Lux and his best friend Ivan have been stuck in the dream place, the nightmare version of Collector, created by Kell in one of her nightmares. Lux and Ivan’s mission has been to kill the monsters of nightmares, mostly all versions of the school-girl monster people dream about. As time progresses the nightmares of the people of Collector worsen, and so do the monsters. More people become stuck and the monsters begin to work together.
This intriguing story is told from two very different viewpoints of Lux and Alice. It is set in the outback town of Collector, both the nightmarish version and the real one. The outback setting is an important part of the narrative. When Alice returns to Collector after a considerable time in what appears to be a psychiatric hospital, many blame her for her sister’s actions. This continues when Alice slips into the dream place, in the body of her sister. Others stuck in the dream place include Jude, Kell’s boyfriend who died at the school, and a younger version of Marcus, the driver of the car following Alice out of town. His actions in the real world, seen by Ivan and shown to Lux, are an important background to this multi-layered novel. The writing is superb, cleverly showing but not telling, enabling the reader to be a part of the storytelling. Characterisation is strong and diverse, offering various perspectives of the monstrous deed committed as well as various feelings of guilt and betrayal by those close to Kell, begging to ask the question, could she have been stopped?
The well-worded text enables the reader to view the many perspectives of characters and actions.

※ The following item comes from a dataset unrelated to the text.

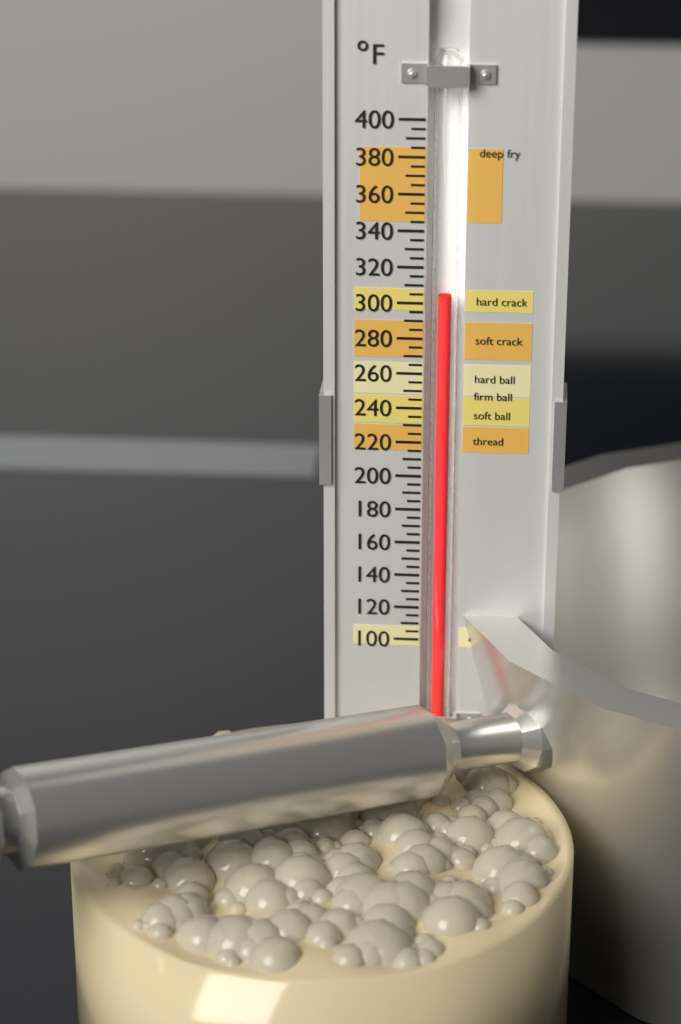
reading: 305 °F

“So Jude and Lux and the others were trapped in the nightmare version of our town, just like I’d been trapped in the real one. The only difference was I could have left. I could have left a hundred times in a thousand different ways for a million good reasons… but then again, I also couldn’t.” (p. 205)
I have not read a book like this before, and highly recommend it to all teenage and adult readers.
Teachers Notes can be found on the Allen & Unwin website.